A study by two German researchers concludes that of the 216 billion euros of the redemptions of the last six years, only 9.7 billion went to the Greek budget. That is, less than 5% of the total served the population, while 95% went to the coffers of European banks.
The study published by the German economic newspaper Handelsblatt is written by Jan Hildebrand and Thomas Sigmund, researchers at the European School of Technology and Management in Berlin. And concludes that the priority of bailouts designed by the ECB, European Commission and IMF was to save the banks and private creditors, not the Greek people.
"The bailout packages served first to rescue the banks," confirms Jörg Rocholl, president of the institution and adviser to Minister Schäuble. The study shows that 86.9 billion were used to pay off old debts, 52.3 billion went to pay interest and 37.3 billion went to the recapitalization of banking in Greece.
Although the money paid for debt service is always an expense of any state budget, the truth is that Greece has been bankrupt since 2010, notes the German newspaper, casting doubt on the way the redemptions were conceived.
"Greece would be in a better position today if there had been debt relief at the beginning of the crisis in 2010, much damage would have been avoided for both Greece and Europe as a whole," says Marcel Fratzscher, president of the German Research Institute Economical (DIW), to Handelsblatt.
Comments
But the EU, with its rules written on tissue paper, and its "assumption" that borrowers have the same views on debt as lenders, and the introduction of the euro currency, is at fault.
When England and Scotland combined in the early 18th century, they took care to amalgamate their fiscal systems; so did the United States in the late 18th century. The EU was formed without this essential first step, and is unsustainable until that step is rectified. One of the few good decisions made by Gordon Brown was for Britain to remain outside the euro bloc.
CHIP IS CORRECT - lenders have a legal right to assume that debts will be paid, but where debts turn into bad debts, they have no right to expect rest of taxpayers to make good on their bad decisions. If I lend money, I don't expect the state to bail me out if I make a bad decision - that's what insolvency law if for? Let's not forget who the parasites are here: the banks. When they make profits, they're private profits. When they make losses, the come begging for rescue.
In retrospect, we made a big mistake no simply letting the Greeks default. If German, Italian, French, UK and Spanish banks make bad decisions - that's not our problem.
The problem is the EU standards which are as solid as tissue paper. They have no idea where the money went in Greece; they don't even know where THEIR (our) money went - witness 21 years of accounts that have failed audit and not one bureaucrat jailed.
How much of this debt -if public borrowing - was diverted into private pockets and then off-shore or ploughed into 'private projects'? If private borrowing how much was unsecured to any asset. Other peoples money just handed to 'friends and family'? As with Greece and Italy - Portugal (a far smaller economy) has half a trillion of unsustainable debt, and rising by millions each week, to pay back. They should be left to get on with continuing to fail as they have failed so many of us over the years.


▶ PROBLEM TO WORK ON:
Beginning with the line that contains "The width and height of the screenshot is (1386, 663)." and ending with the line that contains "pyautogui.click(x=<x>, y=<y>)", reproduce the lines of the entries below exactly, omitting pictures.

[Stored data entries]
■ ■ ■ ■ ■ ■ ■
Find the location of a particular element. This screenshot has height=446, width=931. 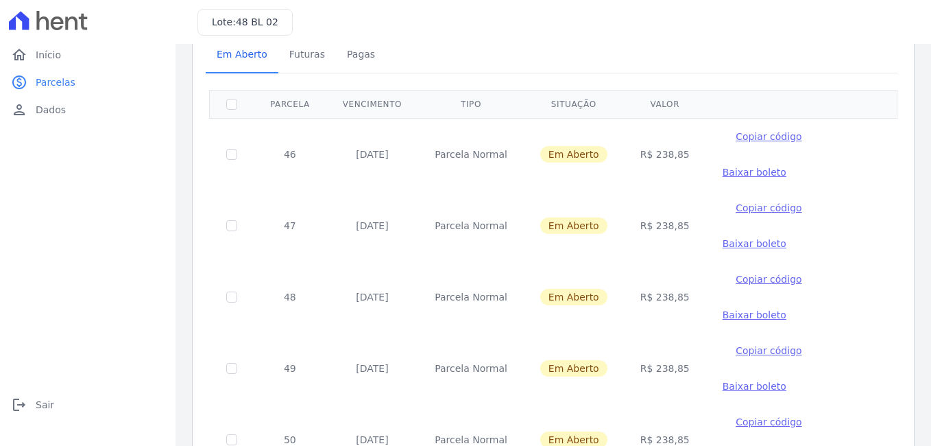

i: home is located at coordinates (19, 55).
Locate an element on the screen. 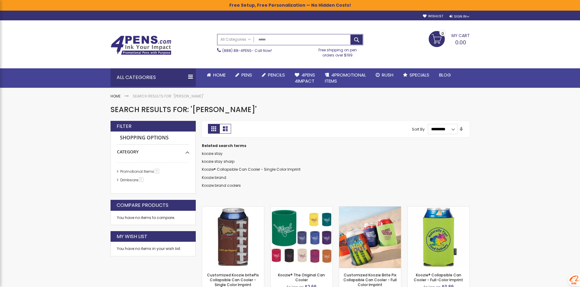 The width and height of the screenshot is (580, 287). span: - Call Now! is located at coordinates (247, 50).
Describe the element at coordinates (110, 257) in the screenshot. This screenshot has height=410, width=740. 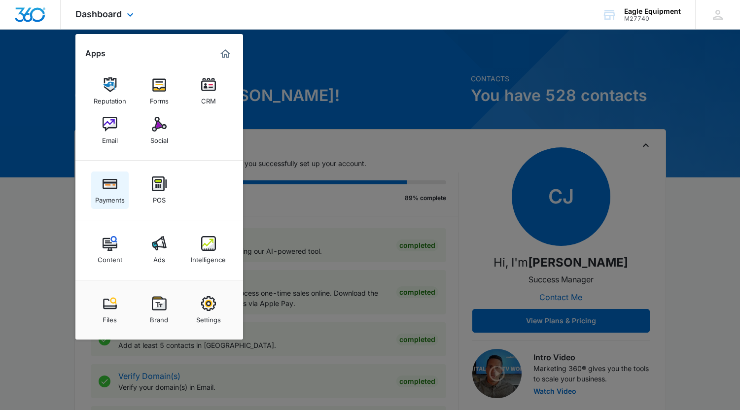
I see `div: Content` at that location.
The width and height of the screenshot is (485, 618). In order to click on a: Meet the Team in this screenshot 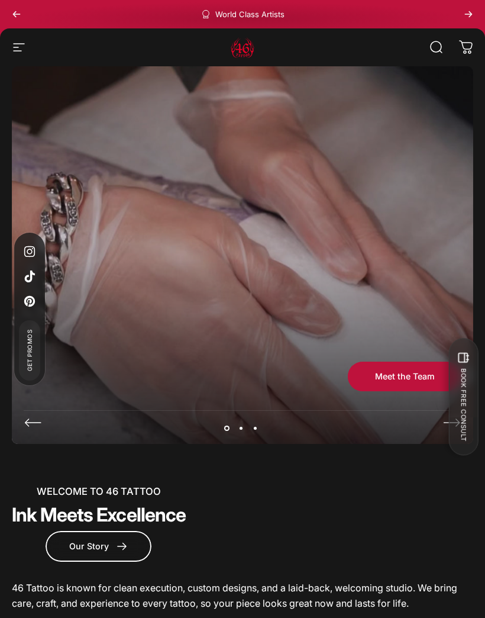, I will do `click(405, 377)`.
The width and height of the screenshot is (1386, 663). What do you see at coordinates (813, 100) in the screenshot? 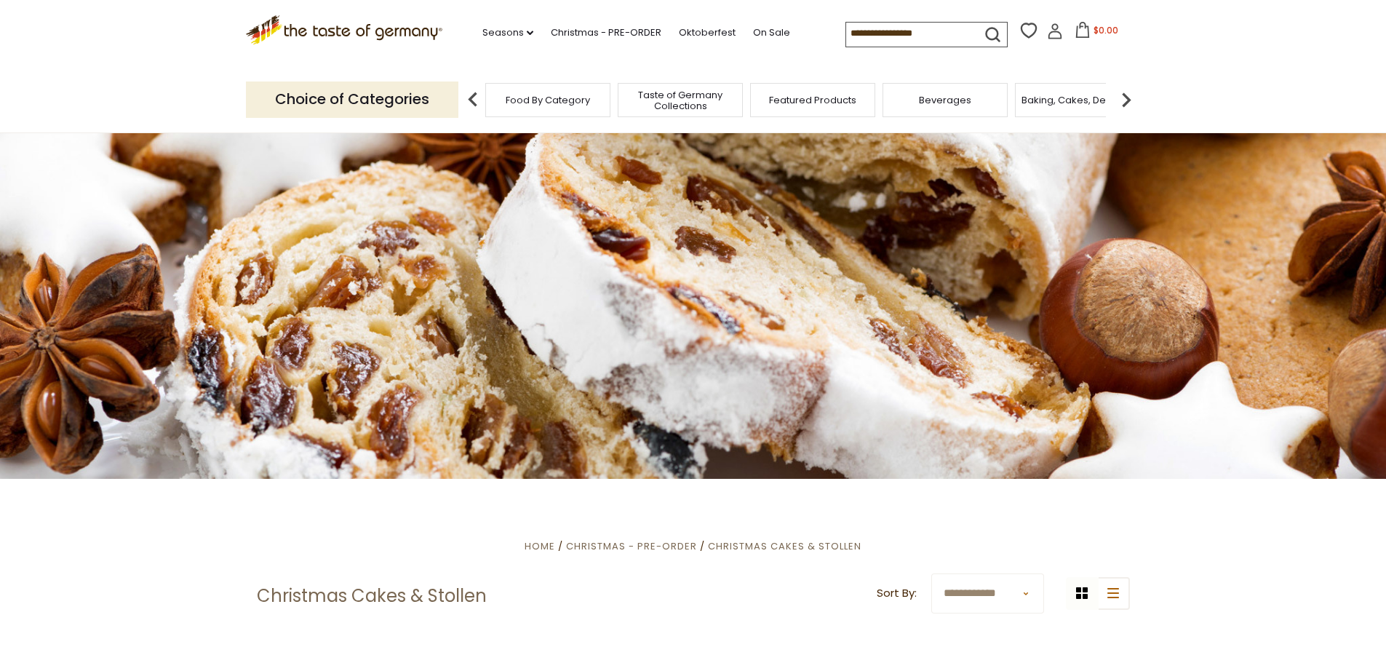
I see `span: Featured Products` at bounding box center [813, 100].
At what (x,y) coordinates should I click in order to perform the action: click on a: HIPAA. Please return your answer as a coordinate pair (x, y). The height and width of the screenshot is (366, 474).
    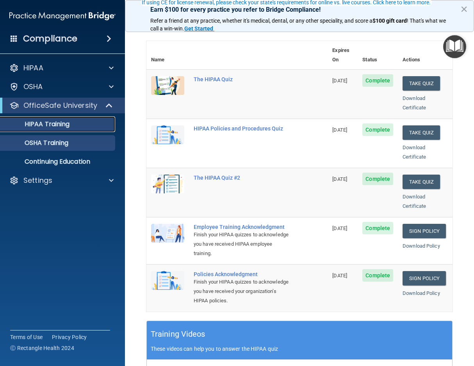
    Looking at the image, I should click on (61, 68).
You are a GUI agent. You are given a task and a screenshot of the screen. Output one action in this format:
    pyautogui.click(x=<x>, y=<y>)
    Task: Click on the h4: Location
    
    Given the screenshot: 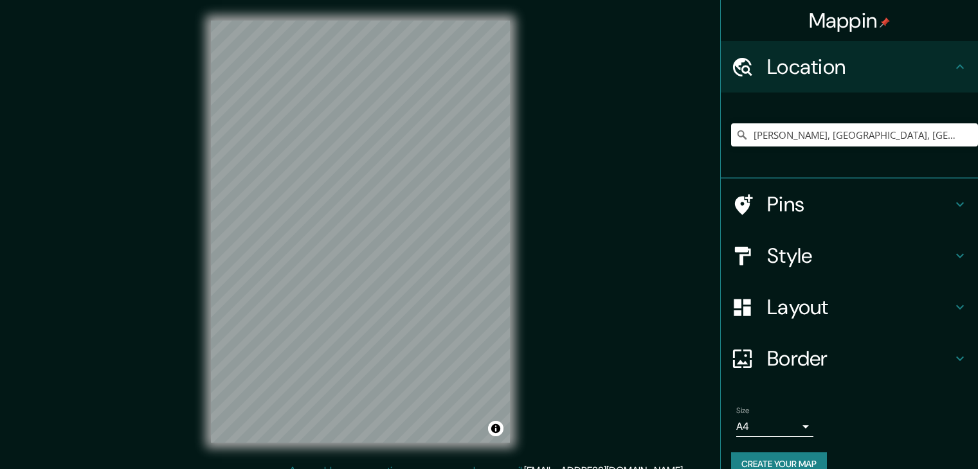 What is the action you would take?
    pyautogui.click(x=860, y=67)
    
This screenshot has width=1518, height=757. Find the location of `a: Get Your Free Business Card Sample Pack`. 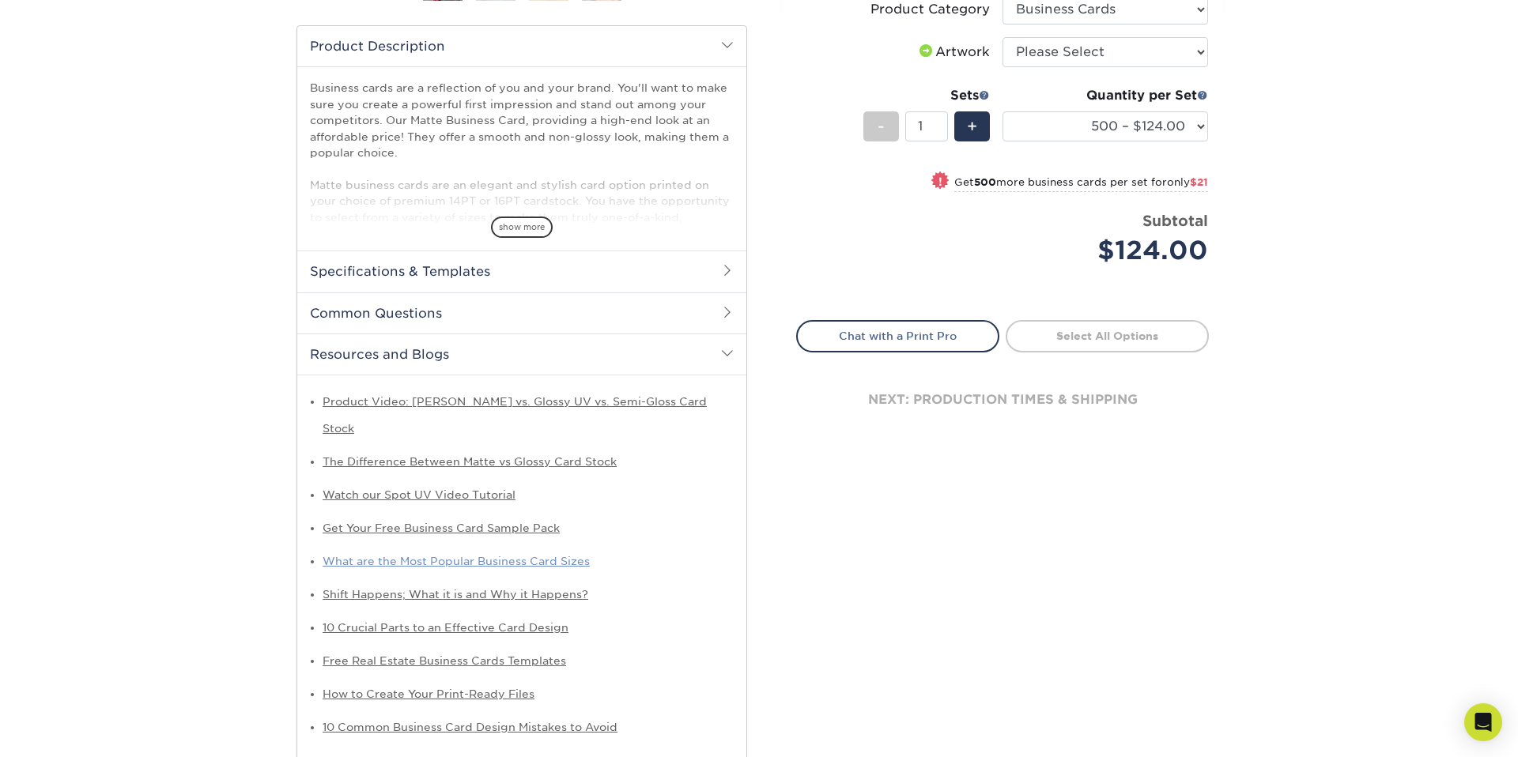

a: Get Your Free Business Card Sample Pack is located at coordinates (441, 528).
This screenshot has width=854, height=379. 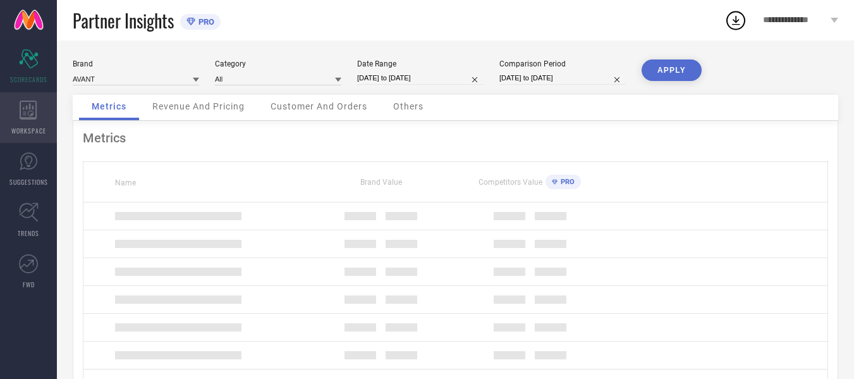 What do you see at coordinates (28, 284) in the screenshot?
I see `span: FWD` at bounding box center [28, 284].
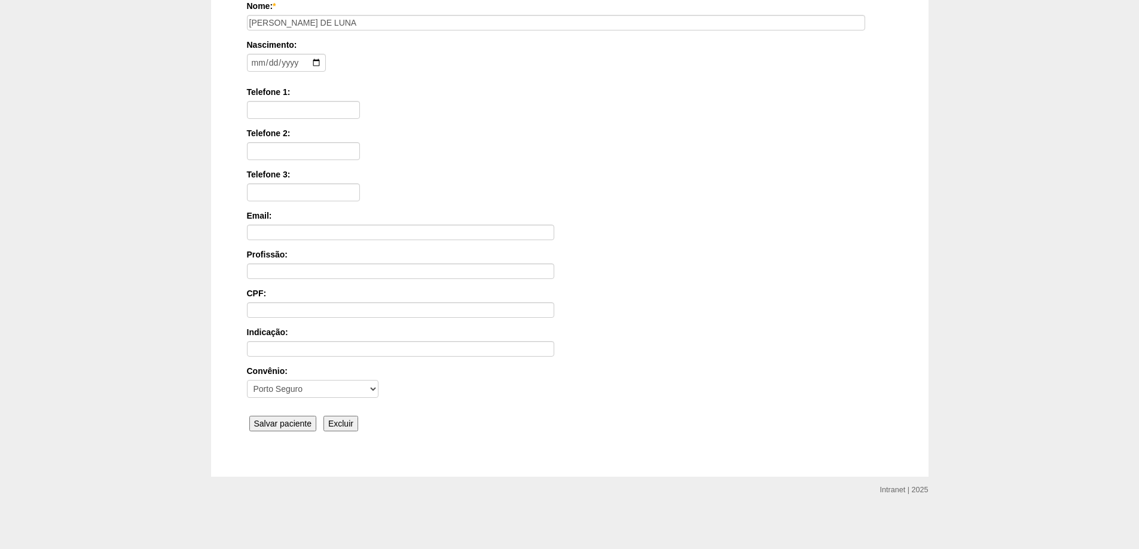  What do you see at coordinates (283, 424) in the screenshot?
I see `input: Salvar paciente` at bounding box center [283, 424].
■ ■ ■ ■ ■ ■ ■
▶ SOLUTION FOR THIS TASK:
The width and height of the screenshot is (1386, 663). What do you see at coordinates (813, 100) in the screenshot? 
I see `span: Featured Products` at bounding box center [813, 100].
At what (x,y) coordinates should I click in order to perform the action: click on a: HIPAA. Please return your answer as a coordinate pair (x, y). The height and width of the screenshot is (366, 474).
    Looking at the image, I should click on (61, 68).
You are a GUI agent. You are given a task and a screenshot of the screen. Output one action in this format:
    pyautogui.click(x=<x>, y=<y>)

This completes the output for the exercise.